Yes.
As you could see with BDSP taking 95% from Diamond and Pearl before postgame, which barely adds anything more from it besides Giratina Origin and the Platinum E4 teams during the pre-Stark Mountain rematches.
Were it not for Platinum, Sinnoh would be as panned as X and Y are today, and much like Arceus was for it, Z-A might be the one chance Kalos has, as they didn't get a second chance to recover from mediocrity for over 10 years while it took Sinnoh around 2.
With how basic the campaign is even to this day in the Switch games, hindsight for sister games/alternate difficulties is why many gens are looked back on so fondly. Crystal, Emerald, Platinum, B2W2, and to a lesser extent Yellow, FRLG, HGSS, ORAS, USUM.
The only original games people often go to are RGB because they were the originals, and BW for only having Unovan mons in the campaign and (even if basic PETAshit) the best story/JRPG experience at a base level.

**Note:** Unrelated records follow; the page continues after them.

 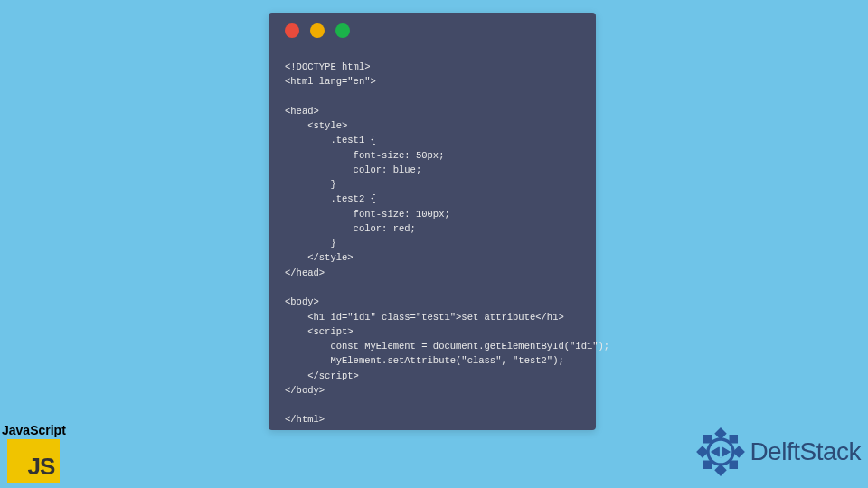 I want to click on javascript-badge: JavaScript JS, so click(x=34, y=453).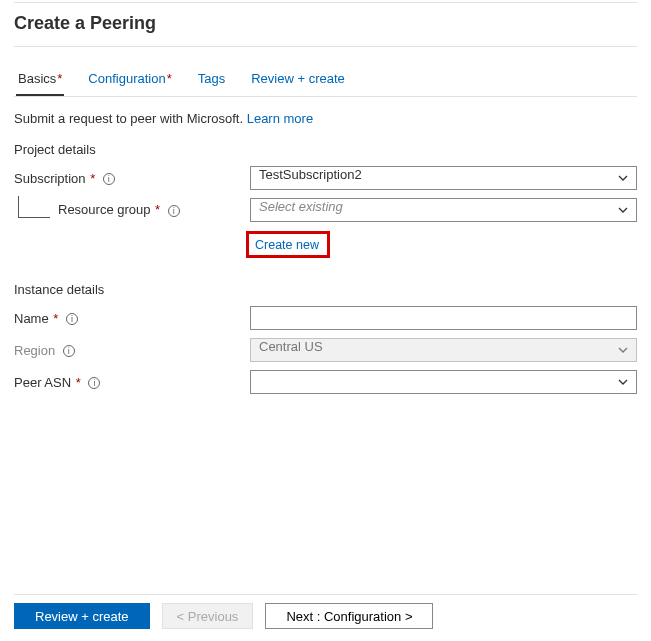  Describe the element at coordinates (444, 318) in the screenshot. I see `name-input` at that location.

Every other time, you go to the following game or remakes, which is also why the Switch originals like SWSH and SV feel so empty on a playthrough: it's simple by design, and the best you get for replay is paying DLC @50%~ the price of the game for a few extra families in an alternate area like the Isle of Armor or Kitakami, without adding difficulties or adding things in the campaign to reflect this until the VERY END of the final update in rematches where it doesn't matter against your LV100 team.
>TL;DR
Platinum is the strongest example of hindsight of a 'core' entry (first of a generation) followed up by an update/sequel to its main story with extras rather than separate DLC from the experience or being one-and-done, as without it the Sinnoh region wouldn't be considered iconic nearly as much as many do today, and I'd argue it's visible in the Switch games as well, not even adding a possible difficulty option via update post-launch.